Mentality handicap

Mentality handicap

When I first wrote about the decision of the Greek Cypriot government to establish a 3,000-strong professional army, separate from the around 9,000-strong National Guard, I was accused of speaking out against a settlement. My mailbox was filled with e-mails from Greek Cypriot and Greek friends, mostly accusing me of being an “anti-settlement fascist Turk.”

Obviously, talking with the Turkish Cypriot elected leader about establishing a bi-zonal and bi-communal federation and appealing for a demilitarized island, while at the same time engaging in efforts to enroll a new 3,000-strong professional army was awkward. The Cyprus Mail agreed last week that negotiations for a Cyprus settlement and the creation of a new army were incompatible. Indeed, is it not self-damaging for Greek Cypriots to engage in such an effort? Would not observers doubt the sincerity of President Nikos Anastasiades’ “settlement resolution.” Can anyone establish peace by keeping a gun pointed at the head of his negotiating partner? Can a deal reached through that hostage-taking approach be an honorable peace?

Now, Greek Cypriot friends will probably point at the Turkish military presence in northern Cyprus and ask whether it is holding the Greek Cypriot side hostage? But there has been one important contribution of the Turkish military to Cyprus since the 1974 intervention: Unlike the 1963-1974 period there have been no Greek Cypriot attacks on Turkish Cypriots, not one single disappearance on the roads, no mass murders.

Furthermore, the number of troops deployed on the island has been pulled down to around 13,000, and not only because of the needs in Turkey. If there ever is a Cyprus settlement excluding a negligible “agreed figure,” the entire Turkish military presence will disappear from the island “within an agreed timetable.”

The Greek Cypriot leadership, on the other hand, has been buying new war machines and creating a new military unit while claiming to be discussing peace with the Turkish Cypriots. The overall strength of the Turkish Cypriot Security Forces is about 4,000, or perhaps lower. Leave aside the 9,000 already under arms and the 3,000-strong professional army that is wanted to be created, the most recent poll showed that at least 3.8 percent of Greek Cypriots, or some 13,500 of them, support the fascist Elam organization (that has two seats in the House of Representatives).

Last week, Anastasiades boycotted a scheduled meeting of the two leaders in protest at the Turkish Cypriot leader attending a dinner hosted by the Turkish president for the participants of a U.N. meeting in Istanbul. According to his spokesman, he received assurances that the U.N. would not repeat such a situation. What kind of a situation? Strengthening the “statehood claims” of the Turkish Cypriots.

What’s more, efforts are underway to start gas exploration activities in the disputed economic zone of the island by September. Did not Anastasiades and his Turkish Cypriot counterpart Mustafa Akıncı agree back in May 2015, when they started the latest round of talks, to a moratorium on such activities? What would the Greek Cypriots do if tomorrow a Turkish seismic ship is dispatched to the same waters at the request of Akıncı?

For the past 42 years Greek Cypriots have portrayed themselves to the world as the “victims of Turkish aggression.” Indeed, they have been quite successful in that effort. Why? Do the British, the Americans, the Germans, the Russians or the Chinese not know the Cyprus realities? Sure they know better than anyone else, but they pretend to be alien to the Cyprus problem. Its evolution fits well to their interests, and when interests are at stake in international relations there is no place for friendship, the notion of justice, righteousness, or the famous dictum that agreements must be kept, “pacta sund servanda.”

Mind you, the dinner incident was just one episode in a bigger game. The more Greek Cypriots are cornered in the Cyprus talks and forced to accept a resolution on the basis of power sharing with politically equal Turkish Cypriots, further episodes will continue to unfold. The public declaration of a decision to form a new professional army is just a gimmick to open up a discussion aimed at terminating Turkey’s guarantor status. The Greek Cypriots are not at all interested in a settlement, they want the Turkish Cypriots to be satisfied with some minority rights given to the republic they usurped back in 1964.

What to do now? Regardless of whether talks continue or not, the structural reform foreseen in the latest Turkey-Turkish Cyprus protocol must be speedily put into action. The much discussed “Public Sector Personnel Reform” must be urgently legislated. Thus, the Turkish Cypriot state should consolidate itself. If there is a settlement, such arrangements are needed for effective governance. If talks falter again, the Turkish Cypriot state should be able to offer good governance to its people.

In any way, as Akıncı rightly said, Turkish Cypriot political equality cannot be limited to the Cyprus buffer zone, pubs and cafes. If Anastasiades disagrees, he may go wherever he likes.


● TASK PROMPT
What is wanted is every record, duplicated word for word.

Dataset rows about figures:
□ □ □
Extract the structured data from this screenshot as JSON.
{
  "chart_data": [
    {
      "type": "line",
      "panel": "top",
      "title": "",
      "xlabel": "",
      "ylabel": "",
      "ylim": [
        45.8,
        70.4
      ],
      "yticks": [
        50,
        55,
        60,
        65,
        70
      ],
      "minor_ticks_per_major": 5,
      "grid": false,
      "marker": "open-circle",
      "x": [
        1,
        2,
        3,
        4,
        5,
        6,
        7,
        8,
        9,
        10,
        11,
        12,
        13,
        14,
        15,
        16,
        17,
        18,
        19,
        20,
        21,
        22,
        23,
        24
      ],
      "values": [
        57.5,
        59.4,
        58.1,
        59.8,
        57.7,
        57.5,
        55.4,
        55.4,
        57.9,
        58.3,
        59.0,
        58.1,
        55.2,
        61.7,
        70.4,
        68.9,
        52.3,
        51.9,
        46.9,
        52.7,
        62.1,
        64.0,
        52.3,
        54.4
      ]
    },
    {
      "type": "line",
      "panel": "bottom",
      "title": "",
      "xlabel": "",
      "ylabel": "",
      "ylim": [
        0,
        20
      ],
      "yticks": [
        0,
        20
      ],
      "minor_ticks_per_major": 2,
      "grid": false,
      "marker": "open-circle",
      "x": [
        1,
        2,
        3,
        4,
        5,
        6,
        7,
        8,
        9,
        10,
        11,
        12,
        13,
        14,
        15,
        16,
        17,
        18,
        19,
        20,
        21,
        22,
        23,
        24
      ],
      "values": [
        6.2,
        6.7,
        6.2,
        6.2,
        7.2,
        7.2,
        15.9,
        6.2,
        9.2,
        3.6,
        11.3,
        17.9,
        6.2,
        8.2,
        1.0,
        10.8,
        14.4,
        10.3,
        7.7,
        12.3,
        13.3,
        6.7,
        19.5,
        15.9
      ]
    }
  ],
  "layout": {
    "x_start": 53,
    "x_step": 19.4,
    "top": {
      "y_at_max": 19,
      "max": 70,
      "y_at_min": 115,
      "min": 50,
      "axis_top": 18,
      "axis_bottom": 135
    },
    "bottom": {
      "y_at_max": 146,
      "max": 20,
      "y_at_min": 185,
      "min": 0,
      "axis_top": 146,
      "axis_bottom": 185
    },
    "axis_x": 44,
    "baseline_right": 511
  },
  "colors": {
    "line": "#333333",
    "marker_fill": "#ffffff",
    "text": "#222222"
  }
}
□ □ □
● RESULT FOR THIS EXERCISE
Extract the structured data from this screenshot as JSON.
{
  "chart_data": [
    {
      "type": "line",
      "panel": "top",
      "title": "",
      "xlabel": "",
      "ylabel": "",
      "ylim": [
        45.8,
        70.4
      ],
      "yticks": [
        50,
        55,
        60,
        65,
        70
      ],
      "minor_ticks_per_major": 5,
      "grid": false,
      "marker": "open-circle",
      "x": [
        1,
        2,
        3,
        4,
        5,
        6,
        7,
        8,
        9,
        10,
        11,
        12,
        13,
        14,
        15,
        16,
        17,
        18,
        19,
        20,
        21,
        22,
        23,
        24
      ],
      "values": [
        57.5,
        59.4,
        58.1,
        59.8,
        57.7,
        57.5,
        55.4,
        55.4,
        57.9,
        58.3,
        59.0,
        58.1,
        55.2,
        61.7,
        70.4,
        68.9,
        52.3,
        51.9,
        46.9,
        52.7,
        62.1,
        64.0,
        52.3,
        54.4
      ]
    },
    {
      "type": "line",
      "panel": "bottom",
      "title": "",
      "xlabel": "",
      "ylabel": "",
      "ylim": [
        0,
        20
      ],
      "yticks": [
        0,
        20
      ],
      "minor_ticks_per_major": 2,
      "grid": false,
      "marker": "open-circle",
      "x": [
        1,
        2,
        3,
        4,
        5,
        6,
        7,
        8,
        9,
        10,
        11,
        12,
        13,
        14,
        15,
        16,
        17,
        18,
        19,
        20,
        21,
        22,
        23,
        24
      ],
      "values": [
        6.2,
        6.7,
        6.2,
        6.2,
        7.2,
        7.2,
        15.9,
        6.2,
        9.2,
        3.6,
        11.3,
        17.9,
        6.2,
        8.2,
        1.0,
        10.8,
        14.4,
        10.3,
        7.7,
        12.3,
        13.3,
        6.7,
        19.5,
        15.9
      ]
    }
  ],
  "layout": {
    "x_start": 53,
    "x_step": 19.4,
    "top": {
      "y_at_max": 19,
      "max": 70,
      "y_at_min": 115,
      "min": 50,
      "axis_top": 18,
      "axis_bottom": 135
    },
    "bottom": {
      "y_at_max": 146,
      "max": 20,
      "y_at_min": 185,
      "min": 0,
      "axis_top": 146,
      "axis_bottom": 185
    },
    "axis_x": 44,
    "baseline_right": 511
  },
  "colors": {
    "line": "#333333",
    "marker_fill": "#ffffff",
    "text": "#222222"
  }
}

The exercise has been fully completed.